Title: Community cyberinfrastructure and X-informatics - Assessment of convergence and innovation based on project experience
1Community cyberinfrastructure and X-informatics -
Assessment of convergence and innovation based on
project experience
- Peter Fox
- High Altitude Observatory,
- NCAR
- Work performed in part with Deborah McGuinness
(RPI), Rob Raskin (JPL), Krishna Sinha (VT), Luca
Cinquini (NCAR), Patrick West (NCAR), Stephan
Zednik (NCAR), Paulo Pinheiro da Silva (UTEP), Li
Ding (RPI) and others
2Outline
- Background and inevitabilities
- Informatics -gt e-Science
- Informatics methodology e.g. Semantic Web as a
approach and a technology - Virtual Observatories use cases, some examples,
and non-specialist use - Data ingest, integration, mining and where we are
heading - Discussion
3Background
- Scientists should be able to access a global,
distributed knowledge base of scientific data
that - appears to be integrated
- appears to be locally available
- But data is obtained by multiple instruments,
using various protocols, in differing
vocabularies, using (sometimes unstated)
assumptions, with inconsistent (or non-existent)

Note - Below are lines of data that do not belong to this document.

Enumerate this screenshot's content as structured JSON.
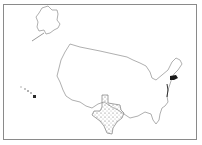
{
  "map": {
    "title": "United States map with Texas highlighted",
    "regions": [
      {
        "name": "Contiguous United States",
        "style": "outline"
      },
      {
        "name": "Alaska",
        "style": "outline"
      },
      {
        "name": "Hawaii",
        "style": "outline-with-dark-island"
      },
      {
        "name": "Texas",
        "style": "stippled"
      },
      {
        "name": "Northeast (Connecticut / Rhode Island area)",
        "style": "filled-dark"
      }
    ],
    "colors": {
      "outline": "#9a9a9a",
      "highlight_fill": "#1a1a1a",
      "stipple": "#6b6b6b",
      "background": "#ffffff",
      "frame": "#8a8a8a"
    }
  }
}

meta-data. It may be inconsistent, incomplete,
evolving, and distributed - And there exist(ed) significant levels of
semantic heterogeneity, large-scale data, complex
data types, legacy systems, inflexible and
unsustainable implementation technology
4But data has Lots of Audiences
Information products have
Information
More Strategic
Less Strategic
From Why EPO?, a NASA internal report on
science education, 2005
SCIENTISTS TOO
5Shifting the Burden from the Userto the Provider
6The Astronomy approach data-types as a service
Limited interoperability
- VOTable
- Simple Image Access Protocol
- Simple Spectrum Access Protocol
- Simple Time Access Protocol
VO App2
VO App3
VO App1
Open Geospatial Consortium Web Feature,
Coverage, Mapping Service Sensor Web
Enablement Sensor Observation, Planning,
Analysis Service use the same approach
VO layer
DBn
DB2
DB3
DB1
7Mind the Gap!
- As a result of finding out who is doing what,
sharing experience/ expertise, and substantial
coordination - There is/ was still a gap between science and the
underlying infrastructure and technology that is
available
- Informatics - information science includes the
science of (data and) information, the practice
of information processing, and the engineering of
information systems. Informatics studies the
structure, behavior, and interactions of natural
and artificial systems that store, process and
communicate (data and) information. It also
develops its own conceptual and theoretical
foundations. Since computers, individuals and
organizations all process information,
informatics has computational, cognitive and
social aspects, including study of the social
impact of information technologies. Wikipedia.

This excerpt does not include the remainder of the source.